When I was 18 I got called up for jury duty along with someone with the same name and age. It was confusing. They started referring to us by the suburb we lived in. Luckily both of us got passed over.

Interesting you should say that, as not a single one of the Iranian emigrants that I know would agree with you.

Extrapolating the politics of people who stayed based on the politics of people who chose to leave is not going to get you very far.

I’m aware of selection bias; I’m basing my view on their perception of family and friends “back home”.

Iranians who left and live in the west want Iran to be the west. Nothing changed.. they all held those beliefs before the war.

In their current implementation, yeah, they’re pretty bad.

There is a need for something like it, though. A sow will absolutely lay down on her piglets and suffocate them.


> A sow will absolutely lay down on her piglets and suffocate them.

This makes me really curious because that behavior seems very maladaptive for a species. That leads me to wonder if something else, ie. the environment or domestication, is leading to this behavior rather than pigs being really, really prone to wiping out their own species. Does anyone know why they do this in a farm environment?

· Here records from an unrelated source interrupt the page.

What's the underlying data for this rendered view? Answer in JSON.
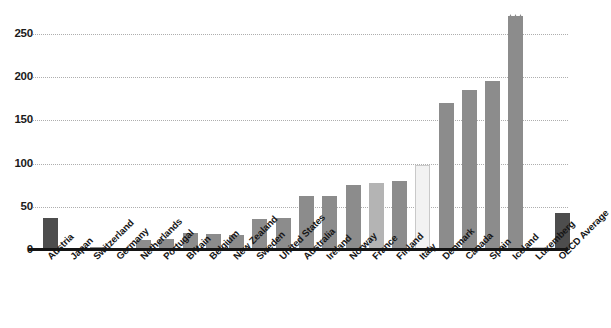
{
  "chart_data": {
    "type": "bar",
    "title": "",
    "subtitle": "",
    "xlabel": "",
    "ylabel": "",
    "ylim": [
      0,
      280
    ],
    "yticks": [
      0,
      50,
      100,
      150,
      200,
      250
    ],
    "grid": true,
    "legend": "none",
    "categories": [
      "Austria",
      "Japan",
      "Switzerland",
      "Germany",
      "Netherlands",
      "Portugal",
      "Britain",
      "Belgium",
      "New Zealand",
      "Sweden",
      "United States",
      "Australia",
      "Ireland",
      "Norway",
      "France",
      "Finland",
      "Italy",
      "Denmark",
      "Canada",
      "Spain",
      "Iceland",
      "Luxemberg",
      "OECD Average"
    ],
    "values": [
      37,
      2,
      3,
      2,
      12,
      13,
      20,
      19,
      17,
      36,
      37,
      63,
      62,
      75,
      78,
      80,
      98,
      170,
      185,
      195,
      581,
      3,
      43
    ],
    "annotations": [
      {
        "category": "Iceland",
        "text": "581",
        "note": "broken-axis value flag above truncated bar"
      }
    ],
    "bar_styles": [
      "dark",
      "mid",
      "mid",
      "mid",
      "mid",
      "mid",
      "mid",
      "mid",
      "mid",
      "mid",
      "mid",
      "mid",
      "mid",
      "mid",
      "light",
      "mid",
      "pale",
      "mid",
      "mid",
      "mid",
      "mid",
      "pale",
      "dark"
    ],
    "colors": {
      "bar_dark": "#4d4d4d",
      "bar_mid": "#8c8c8c",
      "bar_light": "#b4b4b4",
      "bar_pale": "#f2f2f2",
      "axis": "#141414",
      "grid": "#aeaeae",
      "text": "#161616",
      "background": "#ffffff"
    },
    "clipped_bar": {
      "category": "Iceland",
      "displayed_top_value": 275,
      "actual_value": 581
    }
  }
}
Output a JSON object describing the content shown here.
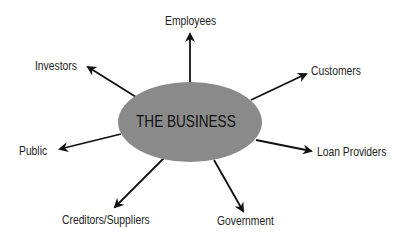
{
  "diagram": {
    "center": {
      "label": "THE BUSINESS",
      "fill": "#8a8a8a",
      "cx": 190,
      "cy": 122,
      "rx": 72,
      "ry": 40
    },
    "arrow_color": "#111111",
    "stakeholders": [
      {
        "id": "employees",
        "label": "Employees"
      },
      {
        "id": "customers",
        "label": "Customers"
      },
      {
        "id": "loan-providers",
        "label": "Loan Providers"
      },
      {
        "id": "government",
        "label": "Government"
      },
      {
        "id": "creditors-suppliers",
        "label": "Creditors/Suppliers"
      },
      {
        "id": "public",
        "label": "Public"
      },
      {
        "id": "investors",
        "label": "Investors"
      }
    ]
  }
}
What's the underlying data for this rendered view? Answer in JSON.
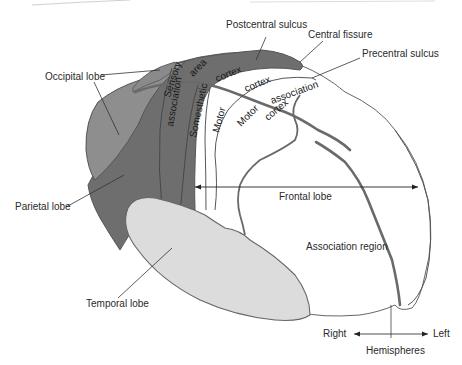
{
  "diagram": {
    "title": "",
    "colors": {
      "background": "#ffffff",
      "occipital_lobe": "#8c8c8c",
      "parietal_lobe": "#6e6e6e",
      "sensory_strip": "#777777",
      "temporal_lobe": "#dcdcdc",
      "frontal_lobe": "#ffffff",
      "outline": "#555555",
      "label_text": "#2a2a2a"
    },
    "callouts": {
      "postcentral_sulcus": "Postcentral sulcus",
      "central_fissure": "Central fissure",
      "precentral_sulcus": "Precentral sulcus",
      "occipital_lobe": "Occipital lobe",
      "parietal_lobe": "Parietal lobe",
      "temporal_lobe": "Temporal lobe",
      "frontal_lobe": "Frontal lobe",
      "association_region": "Association region",
      "hemispheres": "Hemispheres",
      "right": "Right",
      "left": "Left"
    },
    "region_text": {
      "sensory": "Sensory",
      "area": "area",
      "association_1": "association",
      "somesthetic": "Somesthetic",
      "cortex_1": "cortex",
      "motor_1": "Motor",
      "cortex_2": "cortex",
      "motor_2": "Motor",
      "association_2": "association",
      "cortex_3": "cortex"
    }
  }
}
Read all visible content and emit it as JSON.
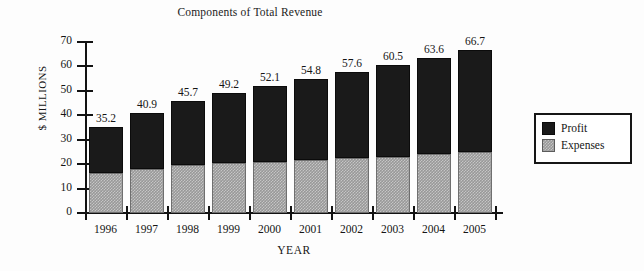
{
  "chart_data": {
    "type": "bar",
    "subtype": "stacked-vertical",
    "title": "Components of Total Revenue",
    "xlabel": "YEAR",
    "ylabel": "$ MILLIONS",
    "categories": [
      "1996",
      "1997",
      "1998",
      "1999",
      "2000",
      "2001",
      "2002",
      "2003",
      "2004",
      "2005"
    ],
    "series": [
      {
        "name": "Expenses",
        "color": "#989898",
        "values": [
          16.5,
          18.0,
          19.8,
          20.4,
          20.9,
          21.6,
          22.4,
          23.1,
          24.1,
          25.0
        ]
      },
      {
        "name": "Profit",
        "color": "#1a1a1a",
        "values": [
          18.7,
          22.9,
          25.9,
          28.8,
          31.2,
          33.2,
          35.2,
          37.4,
          39.5,
          41.7
        ]
      }
    ],
    "totals": [
      35.2,
      40.9,
      45.7,
      49.2,
      52.1,
      54.8,
      57.6,
      60.5,
      63.6,
      66.7
    ],
    "total_labels": [
      "35.2",
      "40.9",
      "45.7",
      "49.2",
      "52.1",
      "54.8",
      "57.6",
      "60.5",
      "63.6",
      "66.7"
    ],
    "ylim": [
      0,
      70
    ],
    "ytick_values": [
      0,
      10,
      20,
      30,
      40,
      50,
      60,
      70
    ],
    "ytick_labels": [
      "0",
      "10",
      "20",
      "30",
      "40",
      "50",
      "60",
      "70"
    ],
    "grid": false,
    "legend_position": "right",
    "legend_entries": [
      {
        "label": "Profit",
        "swatch": "profit"
      },
      {
        "label": "Expenses",
        "swatch": "expenses"
      }
    ]
  }
}
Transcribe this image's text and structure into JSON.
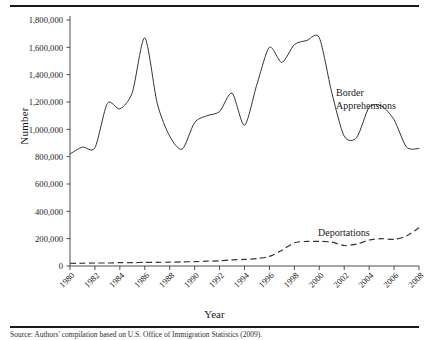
{
  "figure": {
    "ylabel": "Number",
    "xlabel": "Year",
    "source_note": "Source: Authors' compilation based on U.S. Office of Immigration Statistics (2009)."
  },
  "chart_data": {
    "type": "line",
    "title": "",
    "subtitle": "",
    "xlabel": "Year",
    "ylabel": "Number",
    "xlim": [
      1980,
      2008
    ],
    "ylim": [
      0,
      1800000
    ],
    "grid": false,
    "legend_position": "inline-annotation",
    "x_tick_labels": [
      "1980",
      "1982",
      "1984",
      "1986",
      "1988",
      "1990",
      "1992",
      "1994",
      "1996",
      "1998",
      "2000",
      "2002",
      "2004",
      "2006",
      "2008"
    ],
    "y_tick_labels": [
      "0",
      "200,000",
      "400,000",
      "600,000",
      "800,000",
      "1,000,000",
      "1,200,000",
      "1,400,000",
      "1,600,000",
      "1,800,000"
    ],
    "y_tick_values": [
      0,
      200000,
      400000,
      600000,
      800000,
      1000000,
      1200000,
      1400000,
      1600000,
      1800000
    ],
    "x": [
      1980,
      1981,
      1982,
      1983,
      1984,
      1985,
      1986,
      1987,
      1988,
      1989,
      1990,
      1991,
      1992,
      1993,
      1994,
      1995,
      1996,
      1997,
      1998,
      1999,
      2000,
      2001,
      2002,
      2003,
      2004,
      2005,
      2006,
      2007,
      2008
    ],
    "series": [
      {
        "name": "Border Apprehensions",
        "style": "solid",
        "values": [
          820000,
          870000,
          865000,
          1190000,
          1150000,
          1270000,
          1670000,
          1190000,
          950000,
          855000,
          1050000,
          1100000,
          1130000,
          1265000,
          1030000,
          1330000,
          1600000,
          1490000,
          1620000,
          1650000,
          1670000,
          1270000,
          950000,
          940000,
          1160000,
          1170000,
          1070000,
          870000,
          860000
        ]
      },
      {
        "name": "Deportations",
        "style": "dashed",
        "values": [
          20000,
          20000,
          22000,
          22000,
          25000,
          25000,
          26000,
          27000,
          28000,
          30000,
          32000,
          35000,
          38000,
          45000,
          48000,
          55000,
          70000,
          115000,
          170000,
          180000,
          180000,
          175000,
          150000,
          160000,
          190000,
          200000,
          195000,
          220000,
          280000
        ]
      }
    ],
    "annotations": [
      {
        "text": "Border Apprehensions",
        "kind": "series-label",
        "series": "Border Apprehensions"
      },
      {
        "text": "Deportations",
        "kind": "series-label",
        "series": "Deportations"
      }
    ]
  }
}
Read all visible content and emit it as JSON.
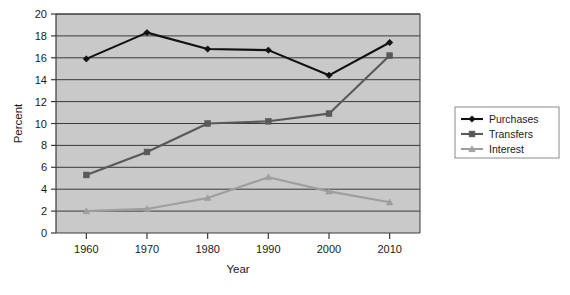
{
  "chart_data": {
    "type": "line",
    "title": "",
    "xlabel": "Year",
    "ylabel": "Percent",
    "categories": [
      "1960",
      "1970",
      "1980",
      "1990",
      "2000",
      "2010"
    ],
    "x": [
      1960,
      1970,
      1980,
      1990,
      2000,
      2010
    ],
    "xlim": [
      1955,
      2015
    ],
    "ylim": [
      0,
      20
    ],
    "ytick_labels": [
      "0",
      "2",
      "4",
      "6",
      "8",
      "10",
      "12",
      "14",
      "16",
      "18",
      "20"
    ],
    "yticks": [
      0,
      2,
      4,
      6,
      8,
      10,
      12,
      14,
      16,
      18,
      20
    ],
    "xtick_labels": [
      "1960",
      "1970",
      "1980",
      "1990",
      "2000",
      "2010"
    ],
    "grid": "horizontal",
    "legend_position": "right",
    "plot_background": "#c9c9c9",
    "series": [
      {
        "name": "Purchases",
        "values": [
          15.9,
          18.3,
          16.8,
          16.7,
          14.4,
          17.4
        ],
        "color": "#111111",
        "marker": "diamond"
      },
      {
        "name": "Transfers",
        "values": [
          5.3,
          7.4,
          10.0,
          10.2,
          10.9,
          16.2
        ],
        "color": "#595959",
        "marker": "square"
      },
      {
        "name": "Interest",
        "values": [
          2.0,
          2.2,
          3.2,
          5.1,
          3.8,
          2.8
        ],
        "color": "#9e9e9e",
        "marker": "triangle"
      }
    ]
  },
  "axes": {
    "y_title": "Percent",
    "x_title": "Year"
  },
  "legend": {
    "items": [
      {
        "label": "Purchases"
      },
      {
        "label": "Transfers"
      },
      {
        "label": "Interest"
      }
    ]
  }
}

Pigs are adapted to singular survival. A stressed sow will often eat the piglets. And that stress can be being a mother for the first time.

There are a lot of environmental factors, like snuggling for warmth being unsafe.

But by and large... Pigs give birth in numbers. They can afford for half to die, and still proliferate. They don't need to be 'good parents'.


Pigs breed like rabbits so their evolutionary path hasn't been to ensure individuals survive at the highest possible rate, their path was to have a dozen babies at a time so that even if 80% of them get killed or eaten, their population still grows and thrives. For a farmer losing 20% of their pigs because the mother sat on babies and suffocated them is a massive loss of money, for a wild pig it doesn't matter as much because 3x more will get eaten by predators and there is already another dozen on the way within a week or two of giving birth to the first litter.

Some of the loss likely is due to keeping them penned up, however there are also losses for not keeping them penned up and letting baby pigs run among a herd of many adult pigs, some of which will attempt to kill piglets, especially females who have not had piglets yet. Pigs can be absolute viscous as hell and will readily eat other living animals if they think they can get away with it, including other pigs, and some mother pigs have been known to cannibalize their young even under ideal situations. Pig farmers have themselves been killed by pigs from passing out or getting knocked out in pig pens and the pigs seeing them as a free meal not to be wasted.


They definitely do it in the wild as well, though likely at lower rates.

They reproduce very quickly - evolution is a numbers game, and yield isn’t part of the equation.


We're also genetically engineered them to be much heavier than they would be naturally.

That depends on the breed, but sure. I’ve not seen it happen at noticeably lower rates for less sturdy breeds for whatever it’s worth.

Both things you mentioned.

This isn’t a red/blue issue.

Flock is no more populate on the right than it is on the Left.